Twitter has lost its bid to dismiss a lawsuit brought on behalf of Jared Taylor, a white nationalist permanently suspended from the social network in late 2017, after a California judge cast doubts on the company's claim that it can ban users for any reason it wants.
Former Milwaukee County Sheriff David Clarke has salvaged his master's degree in security studies from the Naval Postgraduate School in California after fixing multiple instances of plagiarism found in his original 2013 thesis, CNN reported Friday.
Federal prosecutors investigating President Trump's longtime personal attorney Michael Cohen claimed Friday to have reconstructed shredded documents seized during the April 9 raids of his home, office and hotel room.
An interim rule published Friday in the Federal Register aims to ensure U.S. agencies and government contractors alike are banned from using hardware, software and services made by Russian antivirus vendor Kaspersky Lab effective July 15.
Roger Thomas Clark, a Canadian man accused of helping run the groundbreaking Silk Road online drug bazaar shuttered by the FBI in 2013, has been extradited to the United States more than 2.5 years after being arrested in Thailand, the Department of Justice announced Friday.
The U.S. intelligence community identified a suspect thought responsible for supplying WikiLeaks with stolen Democratic National Committee documents within months of their publication during the 2016 U.S. presidential race, James Clapper, the Obama administration's director of national intelligence, said in an interview released Friday.
President Trump said Friday that maybe his disgraced former national security adviser didn't lie after all about his conversations with a Russian diplomat in 2016, contradicting his own past comments about retired Army Lt. Gen. Michael Flynn and casting doubt on the guilty plea he entered last December.
President Trump's administration accused the North Korean government on Thursday of being behind another strain of malicious software, naming and shaming Kim Jong-un's regime as tensions between nations appear to reach an all-time low following Tuesday's historic summit in Singapore.
Candidates competing to represent Tennessee in the U.S. Senate have condemned a white nationalist gathering slated to take place at a state park starting Friday.
Attorneys for one of the Russian firms charged with meddling in the 2016 U.S. presidential race lashed out at special counsel Robert Mueller on Thursday in response to his request for a protective order guarding the government's evidence.
Federal Reserve Chairman Jerome Powell encouraged Congress to clarify the government's marijuana laws on Wednesday as financial obstacles abound for cannabis businesses in states that permit the plant.
A West Point drummer with an axe to grind against "Fox & Friends" co-host Peter Hegseth has filed a lawsuit in New York Supreme Court over a potentially deadly incident aired live on television.
The House of Representatives on Wednesday passed a bill prohibiting the importation and interstate sale of realistic sex dolls and robots designed to resemble children.
The European Parliament approved a motion Wednesday targeting Kaspersky Lab, a Moscow-based antivirus vendor accused of enabling the Russian government's international espionage operations, as member states move to adopt policies strengthening their cybersecurity defenses from foreign actors.
The chair of the Senate Armed Services Committee's Subcommittee on Cybersecurity has reportedly asked the U.S. Navy for details about a data breach that allegedly allowed Chinese government hackers to steal throngs of sensitive military data.
Gal Vallerius, a French national arrested by U.S. authorities en route to last year's annual World Beard and Moustache Championships, pleaded guilty Tuesday to counts of narcotics trafficking and money laundering related to his involvement in running Dream Market, a site on the dark web that lets users buy and sell contraband ranging from heroin to hacking tools.
World Cup attendees of all sorts risk having their personal data compromised by hackers, state-sponsored or otherwise, the head of the U.S. National Counterintelligence and Security Center warned ahead of the annual soccer tournament starting in Russia this week.
More could be done to deter Russia from meddling in U.S. political elections, a top Department of Justice official told members of Senate Judiciary Committee on Tuesday.
A pair of Democratic senators has asked the Federal Communications Commission for further details about the supposed cyberattacks blamed with disrupting access to the FCC website in 2014 and 2017 as reports cast doubt on whether the hacks ever happened.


**Task item:**
In the records below, the relevant part opens with the line containing "Image is 868x447 pixels." and closes with the line containing "Image is 644x309 pixels."; print that part exactly and only, without its pictures.

-- Excerpted data follows --

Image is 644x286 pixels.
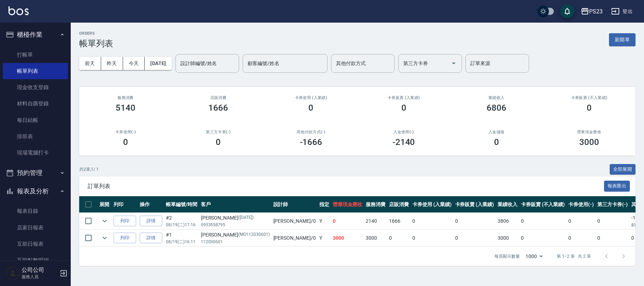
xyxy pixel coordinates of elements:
button: [DATE] [144,57,171,70]
h3: 1666 [209,103,228,113]
h2: ORDERS [79,31,113,36]
div: [PERSON_NAME] [201,231,270,239]
h2: 卡券使用 (入業績) [273,96,349,100]
p: 08/19 (二) 16:11 [166,239,197,245]
button: 列印 [113,233,136,244]
th: 卡券使用 (入業績) [411,196,454,213]
td: 1666 [387,213,411,229]
th: 客戶 [199,196,272,213]
button: expand row [99,216,110,226]
h2: 店販消費 [180,96,256,100]
td: Y [318,230,331,246]
th: 業績收入 [496,196,519,213]
a: 帳單列表 [3,63,68,79]
p: 0953558795 [201,222,270,228]
h2: 入金儲值 [459,130,535,134]
a: 報表目錄 [3,203,68,219]
td: 0 [454,213,496,229]
a: 現金收支登錄 [3,79,68,96]
td: 0 [596,230,630,246]
a: 排班表 [3,128,68,144]
a: 詳情 [140,216,163,227]
th: 第三方卡券(-) [596,196,630,213]
td: #1 [164,230,199,246]
h3: 0 [494,137,500,147]
td: 2140 [364,213,387,229]
h2: 業績收入 [459,96,535,100]
td: 3806 [496,213,519,229]
h3: 帳單列表 [79,38,113,49]
div: [PERSON_NAME] [201,214,270,222]
th: 服務消費 [364,196,387,213]
h2: 營業現金應收 [552,130,627,134]
a: 現場電腦打卡 [3,144,68,161]
th: 操作 [138,196,164,213]
button: 今天 [123,57,145,70]
h3: 0 [587,103,592,113]
p: 每頁顯示數量 [495,253,520,260]
td: 0 [519,230,567,246]
th: 卡券使用(-) [567,196,596,213]
img: Logo [9,6,28,16]
p: 共 2 筆, 1 / 1 [79,166,99,173]
button: 全部展開 [610,164,636,175]
td: 0 [567,213,596,229]
td: 0 [596,213,630,229]
a: 報表匯出 [604,182,630,189]
th: 設計師 [272,196,318,213]
button: save [560,4,574,18]
h3: 3000 [580,137,599,147]
h2: 卡券販賣 (不入業績) [552,96,627,100]
a: 詳情 [140,233,163,244]
a: 打帳單 [3,47,68,63]
th: 指定 [318,196,331,213]
button: 櫃檯作業 [3,26,68,44]
button: expand row [99,233,110,244]
p: ([DATE]) [238,214,254,222]
h2: 其他付款方式(-) [273,130,349,134]
td: #2 [164,213,199,229]
h3: -1666 [300,137,323,147]
th: 列印 [112,196,138,213]
div: PS23 [589,7,603,16]
td: 0 [411,230,454,246]
th: 展開 [98,196,112,213]
p: 112030601 [201,239,270,245]
h3: 0 [123,137,128,147]
button: 報表匯出 [604,181,630,192]
h3: 5140 [115,103,136,113]
a: 新開單 [610,36,636,42]
div: 1000 [523,247,545,266]
a: 互助日報表 [3,236,68,252]
td: [PERSON_NAME] /0 [272,213,318,229]
button: 登出 [609,5,636,18]
button: 前天 [79,57,101,70]
p: 第 1–2 筆 共 2 筆 [557,253,591,260]
th: 帳單編號/時間 [164,196,199,213]
h3: 0 [402,103,406,113]
button: 新開單 [610,33,636,47]
h5: 公司公司 [22,266,57,274]
h2: 卡券使用(-) [88,130,163,134]
p: (MO112030601) [238,231,269,239]
h2: 第三方卡券(-) [180,130,256,134]
td: 0 [387,230,411,246]
h3: 6806 [487,103,507,113]
p: 08/19 (二) 17:16 [166,222,197,228]
td: 0 [567,230,596,246]
h2: 入金使用(-) [366,130,441,134]
th: 店販消費 [387,196,411,213]
h3: 0 [308,103,313,113]
th: 卡券販賣 (入業績) [454,196,496,213]
img: Person [5,266,20,281]
button: 昨天 [101,57,123,70]
p: 服務人員 [22,274,57,280]
h3: 0 [216,137,221,147]
td: 0 [454,230,496,246]
td: 3000 [364,230,387,246]
td: Y [318,213,331,229]
h2: 卡券販賣 (入業績) [366,96,441,100]
th: 卡券販賣 (不入業績) [519,196,567,213]
button: PS23 [578,4,606,19]
a: 店家日報表 [3,219,68,236]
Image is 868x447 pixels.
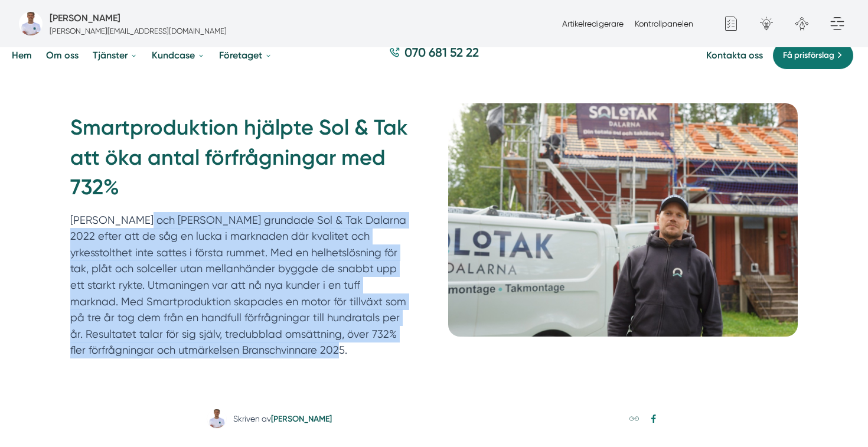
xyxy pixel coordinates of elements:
a: Kundcase [150,40,207,71]
svg: Facebook [650,414,659,424]
a: Tjänster [90,40,140,71]
h5: Administratör [50,11,120,26]
img: Fredrik Weberbauer [207,409,227,429]
p: [PERSON_NAME] och [PERSON_NAME] grundade Sol & Tak Dalarna 2022 efter att de såg en lucka i markn... [71,212,410,359]
img: Bild till Smartproduktion hjälpte Sol & Tak att öka antal förfrågningar med 732% [449,104,798,337]
a: Kontakta oss [707,50,763,61]
a: 070 681 52 22 [384,44,484,67]
a: [PERSON_NAME] [271,414,332,424]
a: Dela på Facebook [646,412,661,427]
a: Få prisförslag [773,41,854,70]
span: 070 681 52 22 [405,44,479,61]
a: Om oss [44,40,81,71]
a: Kopiera länk [627,412,641,427]
h1: Smartproduktion hjälpte Sol & Tak att öka antal förfrågningar med 732% [71,113,420,211]
span: Få prisförslag [784,49,835,62]
div: Skriven av [233,413,332,426]
a: Företaget [217,40,274,71]
img: foretagsbild-pa-smartproduktion-en-webbyraer-i-dalarnas-lan.png [19,12,42,36]
a: Artikelredigerare [562,19,624,28]
a: Hem [9,40,34,71]
a: Kontrollpanelen [635,19,694,28]
p: [PERSON_NAME][EMAIL_ADDRESS][DOMAIN_NAME] [50,26,227,37]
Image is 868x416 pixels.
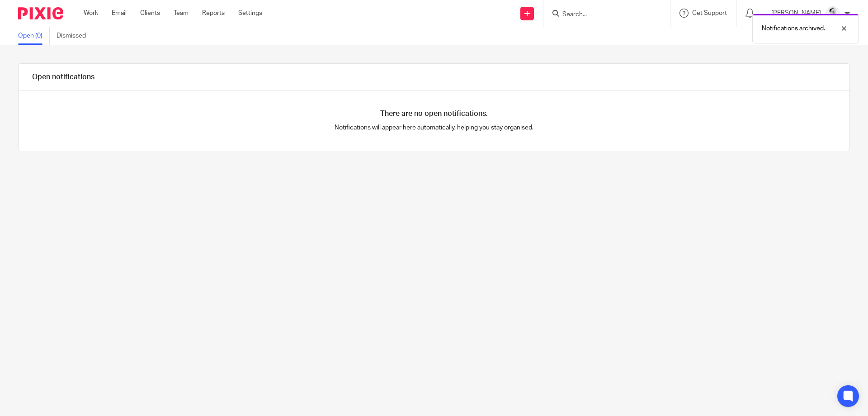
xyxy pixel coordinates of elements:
[826,7,840,21] img: Mass_2025.jpg
[18,8,63,19] img: Pixie
[32,72,94,82] h1: Open notifications
[18,27,50,45] a: Open (0)
[57,27,93,45] a: Dismissed
[227,123,642,133] p: Notifications will appear here automatically, helping you stay organised.
[203,9,225,17] a: Reports
[84,9,98,17] a: Work
[111,9,127,17] a: Email
[380,110,488,118] h4: There are no open notifications.
[140,9,160,17] a: Clients
[174,9,188,17] a: Team
[762,24,826,33] p: Notifications archived.
[238,9,262,17] a: Settings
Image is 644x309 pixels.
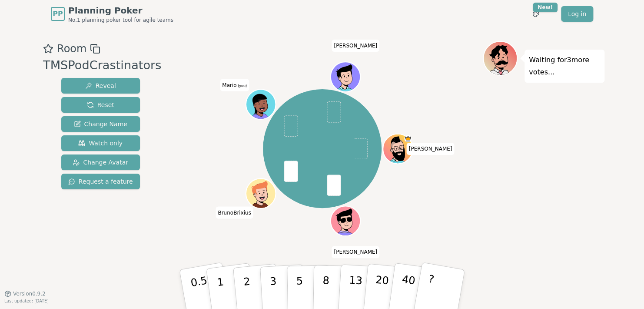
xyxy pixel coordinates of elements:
[220,79,249,91] span: Click to change your name
[73,158,128,167] span: Change Avatar
[68,177,133,186] span: Request a feature
[237,83,247,87] span: (you)
[61,116,140,132] button: Change Name
[404,135,411,142] span: Toce is the host
[529,54,600,78] p: Waiting for 3 more votes...
[51,5,173,24] a: PPPlanning PokerNo.1 planning poker tool for agile teams
[87,100,114,109] span: Reset
[406,142,455,155] span: Click to change your name
[57,41,87,57] span: Room
[331,246,379,258] span: Click to change your name
[528,6,544,22] button: New!
[61,78,140,93] button: Reveal
[68,17,173,24] span: No.1 planning poker tool for agile teams
[53,9,63,19] span: PP
[43,41,54,57] button: Add as favourite
[43,57,161,74] div: TMSPodCrastinators
[61,154,140,170] button: Change Avatar
[68,5,173,17] span: Planning Poker
[61,174,140,189] button: Request a feature
[561,6,593,22] a: Log in
[247,90,275,118] button: Click to change your avatar
[78,139,122,147] span: Watch only
[74,119,127,128] span: Change Name
[533,3,557,12] div: New!
[331,40,379,52] span: Click to change your name
[5,298,49,303] span: Last updated: [DATE]
[61,97,140,113] button: Reset
[85,81,116,90] span: Reveal
[5,290,46,297] button: Version0.9.2
[216,206,253,218] span: Click to change your name
[61,135,140,151] button: Watch only
[13,290,46,297] span: Version 0.9.2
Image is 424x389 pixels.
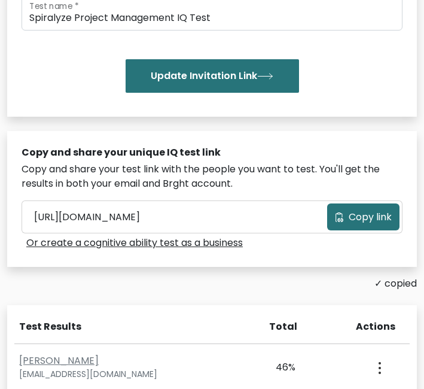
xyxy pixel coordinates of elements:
[356,319,410,334] div: Actions
[19,319,239,334] div: Test Results
[253,319,298,334] div: Total
[252,360,295,374] div: 46%
[7,276,417,291] div: ✓ copied
[19,353,99,367] a: [PERSON_NAME]
[126,59,299,93] button: Update Invitation Link
[26,236,243,250] a: Or create a cognitive ability test as a business
[22,145,402,160] div: Copy and share your unique IQ test link
[349,210,392,224] span: Copy link
[327,203,399,230] button: Copy link
[19,368,238,380] div: [EMAIL_ADDRESS][DOMAIN_NAME]
[22,162,402,191] div: Copy and share your test link with the people you want to test. You'll get the results in both yo...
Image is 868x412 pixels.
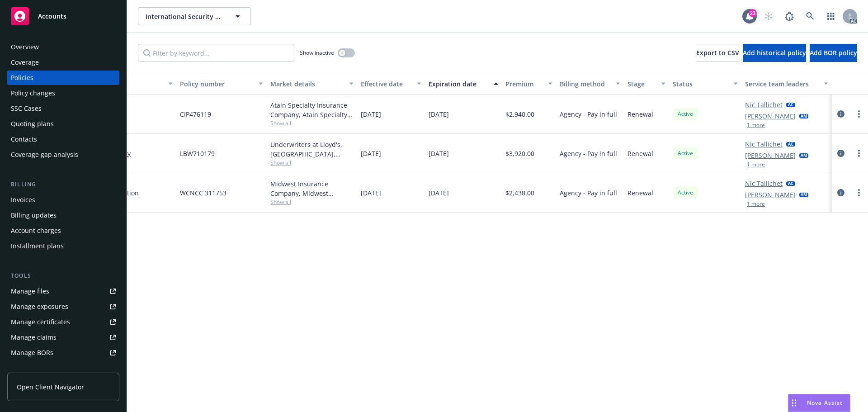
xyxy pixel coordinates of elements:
[696,49,739,57] span: Export to CSV
[676,110,694,118] span: Active
[11,284,49,299] div: Manage files
[11,238,64,253] div: Installment plans
[138,7,251,25] button: International Security Solutions, LLC
[742,44,806,62] button: Add historical policy
[627,188,653,198] span: Renewal
[270,100,353,120] div: Atain Specialty Insurance Company, Atain Specialty Insurance Company, Burns & [PERSON_NAME]
[745,150,795,160] a: [PERSON_NAME]
[835,148,846,159] a: circleInformation
[747,162,765,167] button: 1 more
[270,79,343,89] div: Market details
[742,49,806,57] span: Add historical policy
[822,7,839,25] a: Switch app
[360,188,381,198] span: [DATE]
[11,208,56,222] div: Billing updates
[428,110,449,119] span: [DATE]
[745,178,782,188] a: Nic Tallichet
[745,100,782,110] a: Nic Tallichet
[425,73,502,94] button: Expiration date
[11,40,39,54] div: Overview
[17,382,84,391] span: Open Client Navigator
[7,70,120,85] a: Policies
[623,73,669,94] button: Stage
[7,299,120,314] span: Manage exposures
[669,73,741,94] button: Status
[176,73,267,94] button: Policy number
[11,360,79,375] div: Summary of insurance
[788,393,850,412] button: Nova Assist
[853,187,864,198] a: more
[7,132,120,147] a: Contacts
[505,79,542,89] div: Premium
[360,149,381,158] span: [DATE]
[7,117,120,131] a: Quoting plans
[676,188,694,197] span: Active
[11,101,42,116] div: SSC Cases
[853,109,864,120] a: more
[505,188,534,198] span: $2,438.00
[748,9,757,17] div: 23
[270,198,353,206] span: Show all
[270,179,353,198] div: Midwest Insurance Company, Midwest Insurance Company
[745,79,818,89] div: Service team leaders
[801,7,819,25] a: Search
[357,73,425,94] button: Effective date
[7,284,120,299] a: Manage files
[7,86,120,100] a: Policy changes
[835,109,846,120] a: circleInformation
[428,79,488,89] div: Expiration date
[270,140,353,159] div: Underwriters at Lloyd's, [GEOGRAPHIC_DATA], [PERSON_NAME] of London, Burns & [PERSON_NAME]
[11,117,54,131] div: Quoting plans
[138,44,294,62] input: Filter by keyword...
[780,7,798,25] a: Report a Bug
[7,346,120,360] a: Manage BORs
[745,111,795,120] a: [PERSON_NAME]
[7,40,120,54] a: Overview
[7,4,120,29] a: Accounts
[11,193,35,207] div: Invoices
[745,190,795,199] a: [PERSON_NAME]
[11,223,61,238] div: Account charges
[556,73,623,94] button: Billing method
[627,110,653,119] span: Renewal
[676,149,694,157] span: Active
[7,55,120,69] a: Coverage
[270,120,353,127] span: Show all
[835,187,846,198] a: circleInformation
[505,149,534,158] span: $3,920.00
[809,44,857,62] button: Add BOR policy
[146,12,224,22] span: International Security Solutions, LLC
[627,149,653,158] span: Renewal
[267,73,357,94] button: Market details
[789,394,799,411] div: Drag to move
[7,180,120,189] div: Billing
[559,188,617,198] span: Agency - Pay in full
[559,149,617,158] span: Agency - Pay in full
[853,148,864,159] a: more
[270,159,353,167] span: Show all
[7,223,120,238] a: Account charges
[7,315,120,329] a: Manage certificates
[502,73,556,94] button: Premium
[696,44,739,62] button: Export to CSV
[7,330,120,344] a: Manage claims
[741,73,832,94] button: Service team leaders
[7,208,120,222] a: Billing updates
[11,55,39,69] div: Coverage
[7,193,120,207] a: Invoices
[747,123,765,128] button: 1 more
[759,7,777,25] a: Start snowing
[360,110,381,119] span: [DATE]
[747,201,765,207] button: 1 more
[745,139,782,149] a: Nic Tallichet
[428,149,449,158] span: [DATE]
[428,188,449,198] span: [DATE]
[180,110,211,119] span: CIP476119
[11,346,53,360] div: Manage BORs
[11,299,68,314] div: Manage exposures
[180,79,253,89] div: Policy number
[180,149,214,158] span: LBW710179
[11,132,37,147] div: Contacts
[11,86,55,100] div: Policy changes
[627,79,655,89] div: Stage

-- Excerpted data concluded --

**Task answer:**
Image is 868x447 pixels.
xyxy pixel coordinates of elements:
a: Kundcase [150,40,207,71]
svg: Facebook [650,414,659,424]
a: Tjänster [90,40,140,71]
h5: Administratör [50,11,120,26]
img: Fredrik Weberbauer [207,409,227,429]
p: [PERSON_NAME] och [PERSON_NAME] grundade Sol & Tak Dalarna 2022 efter att de såg en lucka i markn... [71,212,410,359]
img: Bild till Smartproduktion hjälpte Sol & Tak att öka antal förfrågningar med 732% [449,104,798,337]
a: Kontakta oss [707,50,763,61]
a: 070 681 52 22 [384,44,484,67]
a: [PERSON_NAME] [271,414,332,424]
a: Dela på Facebook [646,412,661,427]
a: Få prisförslag [773,41,854,70]
span: 070 681 52 22 [405,44,479,61]
a: Om oss [44,40,81,71]
a: Kopiera länk [627,412,641,427]
h1: Smartproduktion hjälpte Sol & Tak att öka antal förfrågningar med 732% [71,113,420,211]
span: Få prisförslag [784,49,835,62]
div: Skriven av [233,413,332,426]
a: Företaget [217,40,274,71]
img: foretagsbild-pa-smartproduktion-en-webbyraer-i-dalarnas-lan.png [19,12,42,36]
a: Artikelredigerare [562,19,624,28]
a: Hem [9,40,34,71]
a: Kontrollpanelen [635,19,694,28]
p: [PERSON_NAME][EMAIL_ADDRESS][DOMAIN_NAME] [50,26,227,37]
Image is 868x416 pixels.
xyxy pixel coordinates of elements:
[826,7,840,21] img: Mass_2025.jpg
[18,8,63,19] img: Pixie
[32,72,94,82] h1: Open notifications
[18,27,50,45] a: Open (0)
[57,27,93,45] a: Dismissed
[227,123,642,133] p: Notifications will appear here automatically, helping you stay organised.
[203,9,225,17] a: Reports
[84,9,98,17] a: Work
[111,9,127,17] a: Email
[380,110,488,118] h4: There are no open notifications.
[140,9,160,17] a: Clients
[174,9,188,17] a: Team
[762,24,826,33] p: Notifications archived.
[238,9,262,17] a: Settings
Image is 644x309 pixels.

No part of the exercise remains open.